HOW TO BE A LEADING WOMAN, ACCORDING TO TURNING POINT USA
One of the biggest conservative Christian advocacy groups in the United States, Turning Point USA, hosted a Women’s Leadership Summit earlier this month in San Antonio, Texas. If you’re a liberal feminist like me, you might wonder what kind of “leadership” advice an organization like this would want to offer young women. Turning Point USA’s founder, Charlie Kirk, is well-known for advising young people to prioritize marriage and children above all. After he was assassinated last year, his wife Erika Kirk took over leadership of Turning Point USA, and the message has remained largely the same, with some allowances for the reality of dating and life. Based on media interviews with the 2,000-some attendees, marriage and family are the priority, and conservative values are just as important.
Feminism is often misinterpreted as being dismissive of marriage and family. The feminists I know often discuss the joys and complications of motherhood, which are unmatched by anything else, including careers. At the same time, the left doesn’t often see acolytes of Turning Point USA and others like them as leaders. However, Katie Gaddini’s new book, Esther’s Army, finds that these women are organized and strongly influence our elections. In fact, young women’s votes for Trump jumped seven percentage points, to 40%, in 2024 compared to 2020.
One of the darlings of the women’s conservative and MAHA movement is Alex Clark, who hosts a Turning Point USA podcast, Culture Apothecary. But as an unmarried woman in her thirties, she’s been plagued by accusations of hypocrisy for putting her career first. What does a person in her position do? She leans into her singleness by giving a speech entitled “Stewarding Your Season of Singleness,” telling all the single women in the audience that she understands they are not building a career instead of a family: “you’re building a career because what the heck else are you supposed to be doing in the meantime?”
This reminded me of a woman I met in my first job after college. We were both in our early twenties, but she was a member of the Mormon church, working part-time while attending law school. She told me she wasn’t planning to practice law because she wanted to have a big family and stay home with her children. I was baffled. Why would someone go to law school for no reason? But this isn’t a far-fetched practice in conservative circles – it’s a modern spin on the MRS Degree coined in the 1950s.
Clark advised women not to waste “years waiting for your life to begin,” and instead trust God and build a beautiful life, serve other people, and become the kind of person someone wants to marry – travel, learn new things, laugh with your friends. While some of this might actually sound vaguely feminist, Clark followed it immediately with an engagement announcement. I suppose the implication is that she is now someone who can be trusted to give this advice, having achieved the goal of marriage, but something about it also made me feel sorry for all the women in the room who identified with her as someone who also had a hard time finding a mate. It was as if she’d pulled the rug out from under them. Her fiancée joined her on stage while Clark showed her ring off to her audience, asking them, “how did he do?” They walked off to Taylor Swift’s Wi$h Li$t.
One of the things that stood out to me from Clark’s speech was her claim that feminism tells women that careers should be our entire identity. I consider myself fairly well-versed in feminist politics and culture, and I would never say that a career must be the center of a progressive woman’s life. On the contrary, the overarching theme of feminism is that the woman gets to choose how she lives her life. For some women, that might mean their career is the most important thing. For others, it might be family, a partner, pets, travel, or some combination of those things.
Aside from Clark’s engagement announcement, the other big news was social media tradwife influencer Savanna Stone sharing her disappointment in Trump. But what interests me more is her willingness to give up her vote in favor of a “more conservative country.” Since too many women vote for liberal policies, she reasons, the only solution to create the political future she wants is to take the vote away from those pesky liberal women. While CBC News made it clear that the idea of a “head of household” (i.e. male) vote was a distinctly fringe idea at the Summit, the privilege underlying it is rampant.
The Summit speakers have massive followings on social media and big paychecks to support a lavish lifestyle and sprawling family. For most people, being a wife and mother does not also mean fame and fortune. And for a lot of mothers, giving up a career, or at least a job, is simply not an option. These are privileged women who, I assume, don’t have abusive husbands or live in desperate situations, have plenty of money, and whose “power” is given to them by men only because they are evangelizing a lifestyle that is simply not accessible to every woman at the Summit, let alone the United States. Stone is twenty-one years old. I think it’s highly likely she changes her mind about a few things in the years to come. And if she does, she’ll have the money she needs to finance a new life. What about the others she’s convinced to follow in her footsteps, but without the safety net of influencer income?
I don’t espouse any of the ideas listed on the Turning Point USA Women’s Leadership Summit website. I cringe at the young women who attended and said the only measure of success in their lives is getting married and having babies. But they can do whatever they like. That’s feminism. I just wish more of them could see that many of these speakers are selling a pyramid scheme, and that personal religious values should never dictate the policies all Americans live by.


→ WHAT IS EXPECTED:
All of the entries should be restated word for word, but without their pictures.

╔══

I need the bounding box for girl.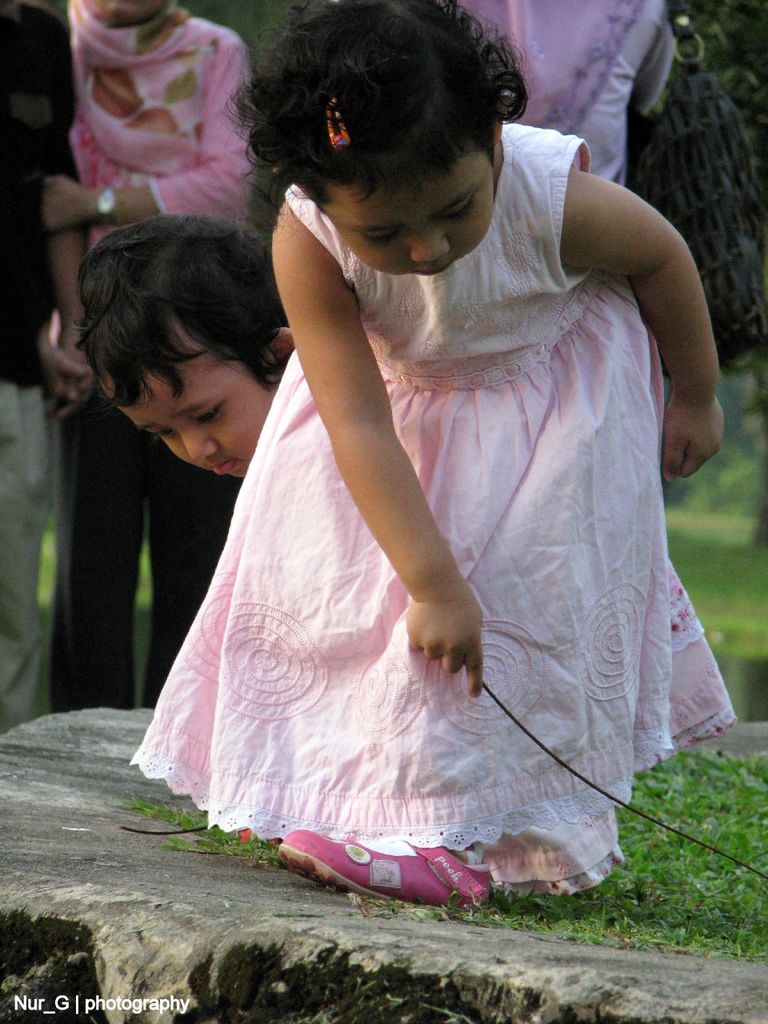
Here it is: BBox(78, 211, 294, 478).
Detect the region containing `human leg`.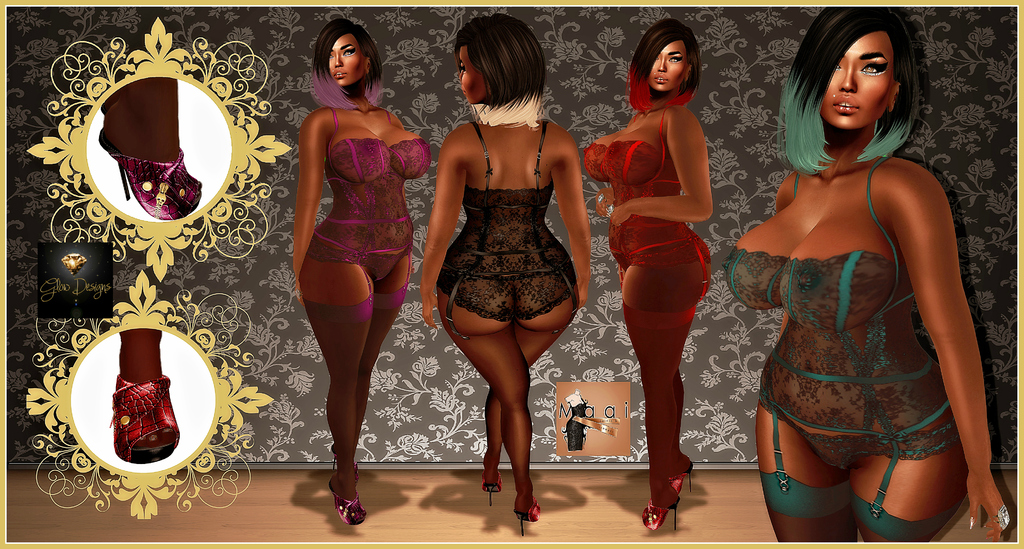
BBox(618, 236, 710, 532).
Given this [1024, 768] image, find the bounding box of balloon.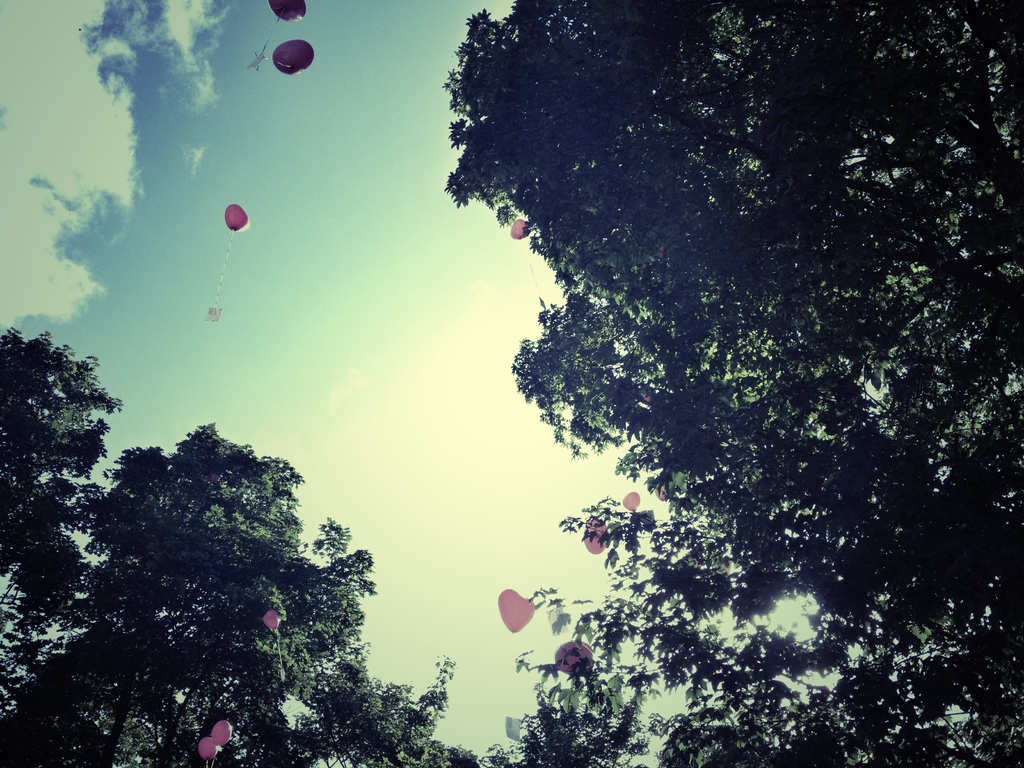
[510, 219, 527, 239].
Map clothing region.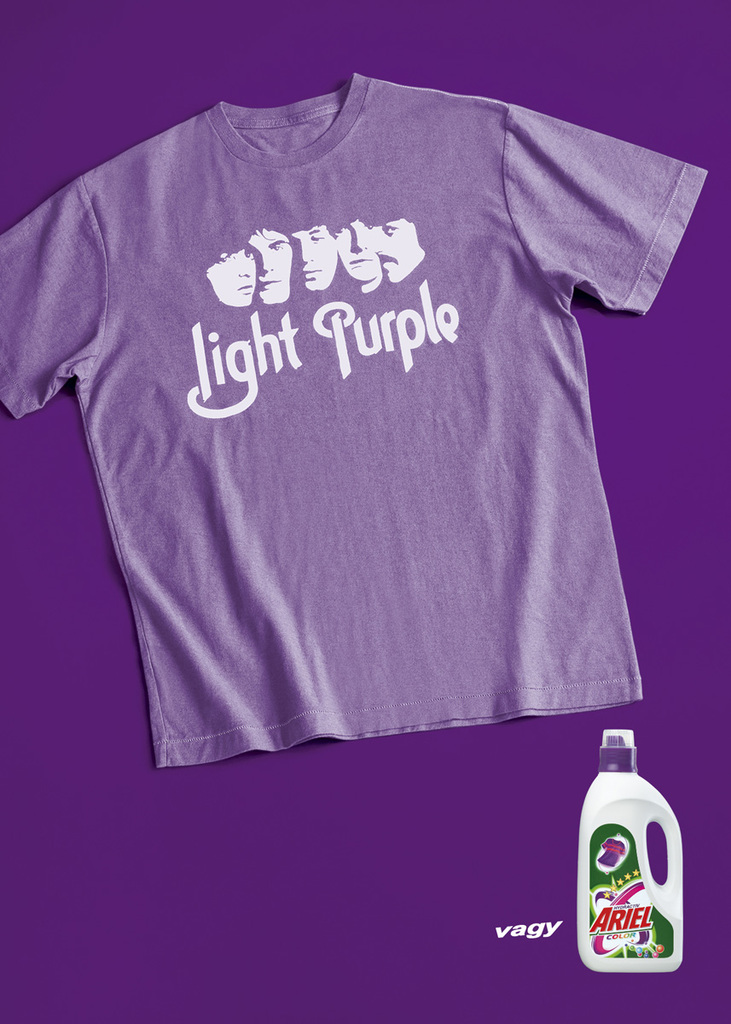
Mapped to locate(19, 60, 707, 771).
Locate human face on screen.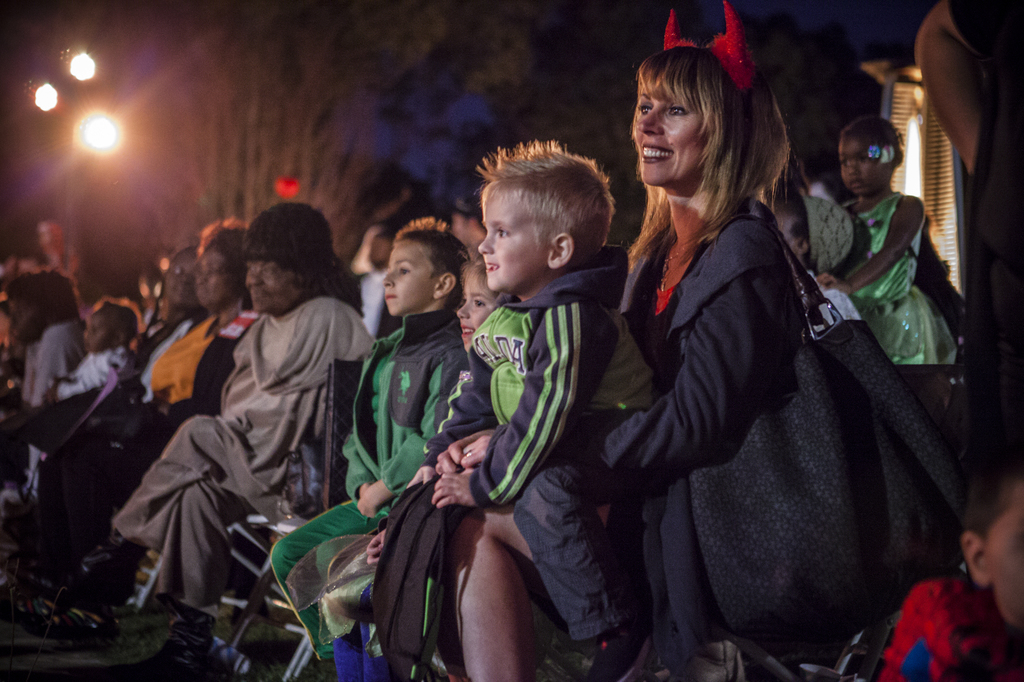
On screen at (477, 196, 548, 293).
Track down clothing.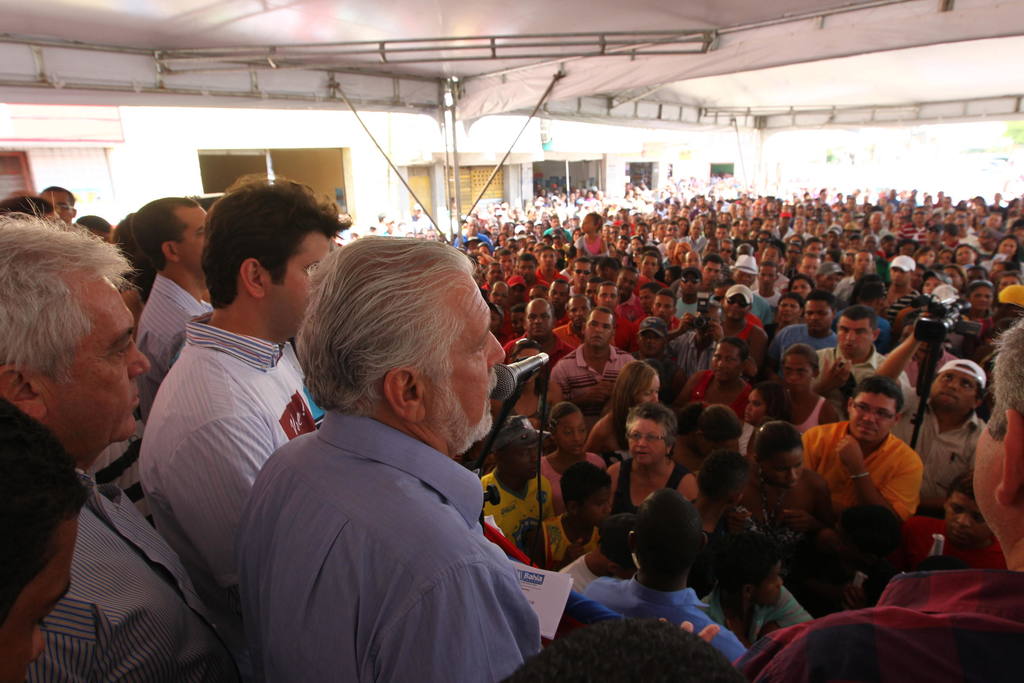
Tracked to {"left": 561, "top": 343, "right": 634, "bottom": 419}.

╚══

→ RESULT BELOW:
I need the bounding box for girl.
Here it is: BBox(78, 211, 294, 478).
Detect the region containing `human leg`.
BBox(618, 236, 710, 532).
Given this [1024, 768] image, find the bounding box of balloon.
[510, 219, 527, 239].
Map clothing region.
Mapped to locate(19, 60, 707, 771).
Locate human face on screen.
On screen at (477, 196, 548, 293).
Track down clothing.
Tracked to {"left": 561, "top": 343, "right": 634, "bottom": 419}.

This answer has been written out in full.